As the wild ride of the 1960’s came to a close, Eva Hesse, a 34 year-old German-born American artist was cresting the wave of a swiftly rising career. One of the few women recognized as central to the New York art scene, she had over 20 group shows scheduled for 1970 in addition to being chosen for a cover article in ArtForum Magazine. Her work was finally receiving both the critical and commercial attention it deserved. When she died in May, 1970 from a brain tumor, the life of one of that decades’ most passionate and brilliant artists was tragically cut short. As Jonathon Keats wrote in Art and Antiques Magazine "Yet the end of her life proved to be only the beginning of her career. The couple of solo gallery shows she hustled in the 11 years following her graduation from the Yale School of Art have since been eclipsed by multiple posthumous retrospectives at major museums from the Guggenheim to the Hirshhorn to the Tate." Her work is now held by many important museum collections including the Whitney, MoMA, the Hirschhorn, the Pompidou in Paris and London's Tate Modern.

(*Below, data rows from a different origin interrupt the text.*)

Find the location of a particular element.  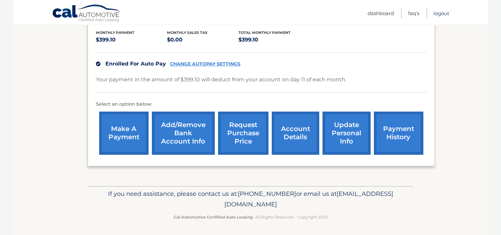

a: make a payment is located at coordinates (124, 133).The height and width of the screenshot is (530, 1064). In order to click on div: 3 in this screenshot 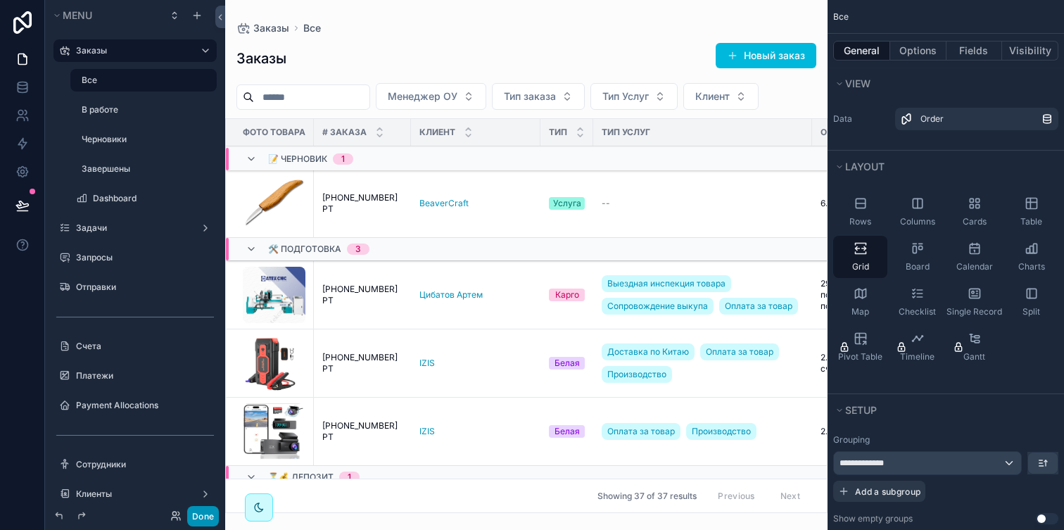, I will do `click(358, 249)`.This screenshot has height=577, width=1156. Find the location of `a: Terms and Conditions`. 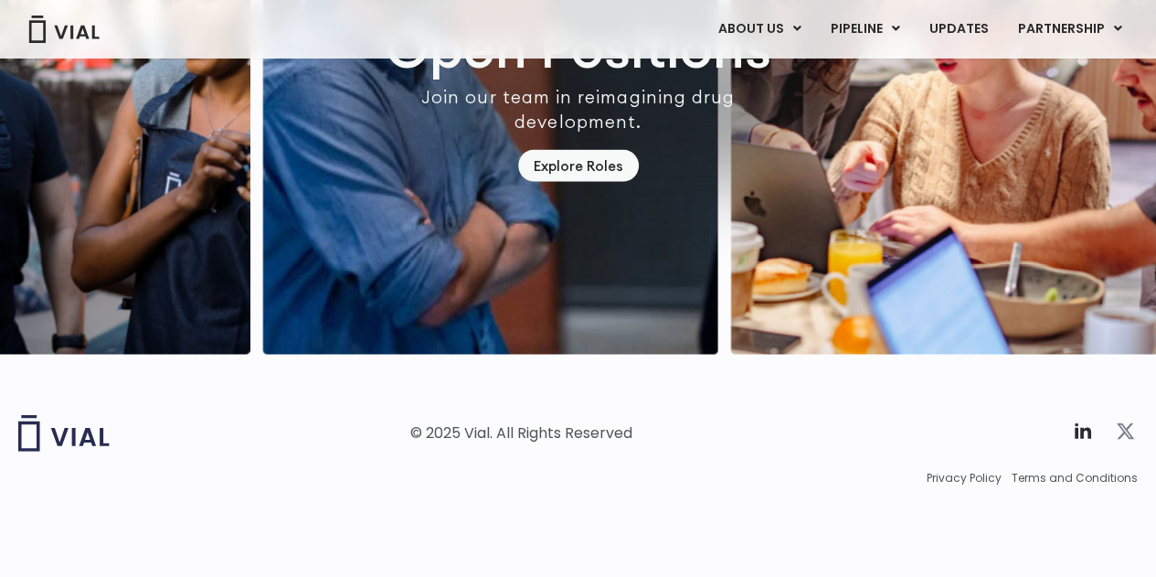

Artists such as Dan Graham, Richard Serra, Nancy Holt, Carl Andre, Robert and Sylvia Plimack Mangold, Eva's husband Tom Doyle and her friend, writer Lucy Lippard speak candidly and with great passion about the 60's, Eva's work and her life. In addition, Sir Nicholas Serota, Director of the Tate Museums and Whitney curator Elisabeth Sussman have added their views on Hesse's work and legacy. Hesse's journals and correspondence provides much of the guiding narration.

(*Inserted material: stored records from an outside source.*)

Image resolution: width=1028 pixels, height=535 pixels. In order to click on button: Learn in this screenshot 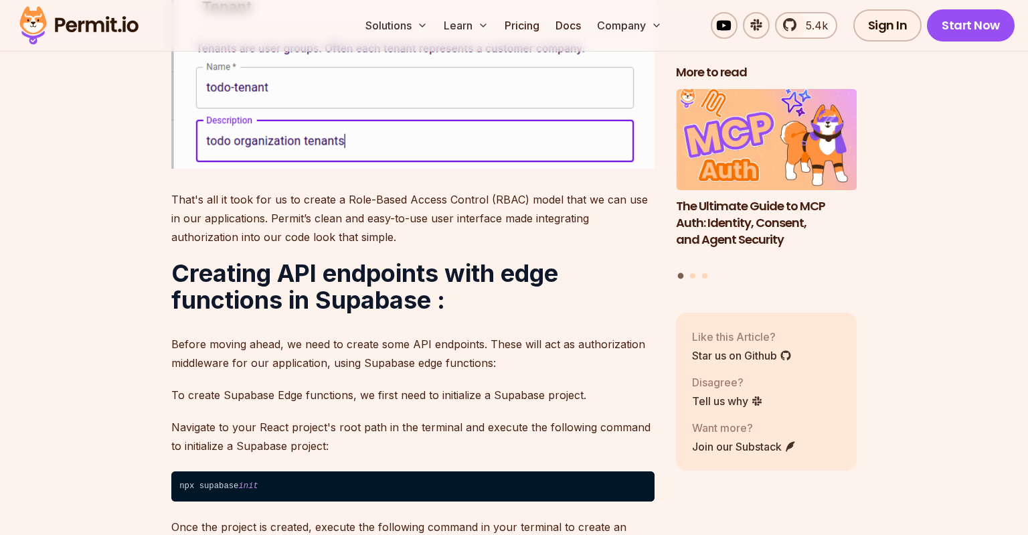, I will do `click(466, 25)`.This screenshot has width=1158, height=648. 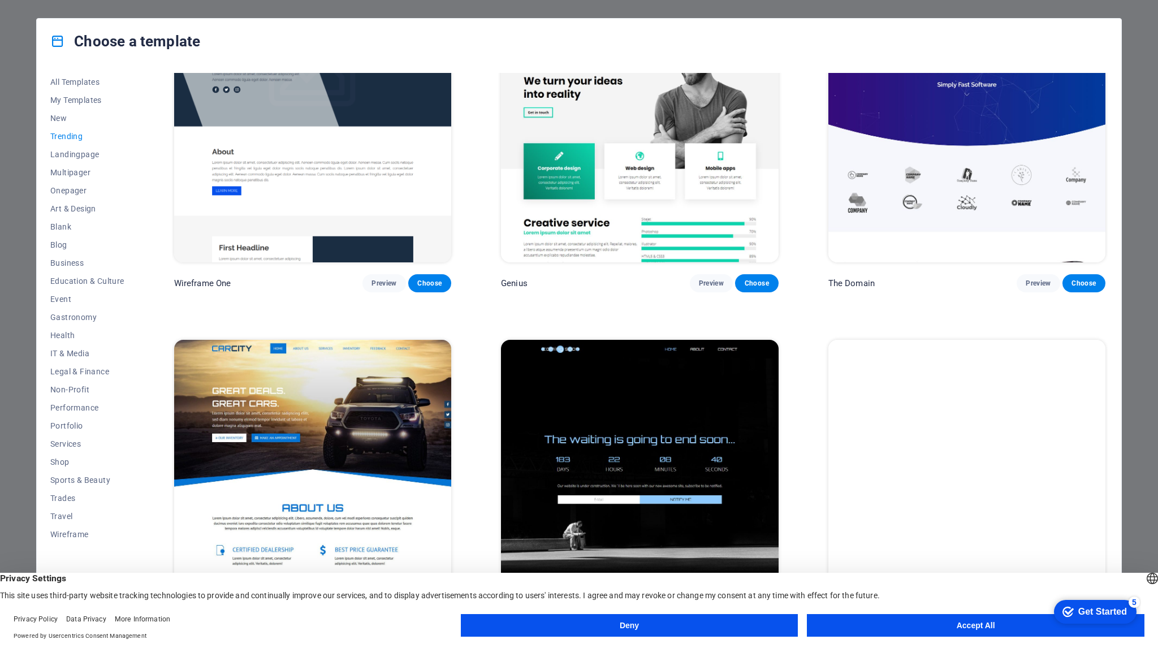 I want to click on span: Health, so click(x=87, y=335).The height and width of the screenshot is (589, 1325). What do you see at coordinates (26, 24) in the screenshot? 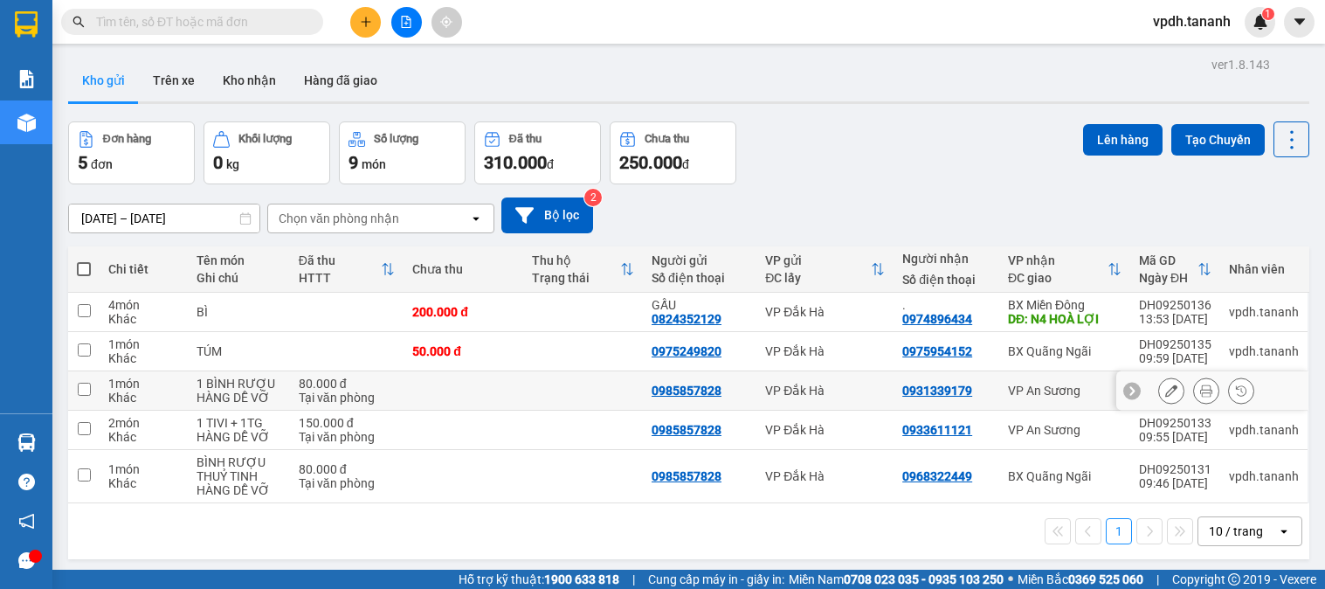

Eva Hesse deepens the understanding of this extraordinary artist, not only in terms of her ground-breaking work, but also the life that provided the fertile soil for her achievements. With dozens of new interviews, high quality footage of Hesse's artwork and a wealth of newly discovered archival imagery, the documentary not only traces Eva's path but engages in a lively investigation into the creative community of 1960's New York and Germany.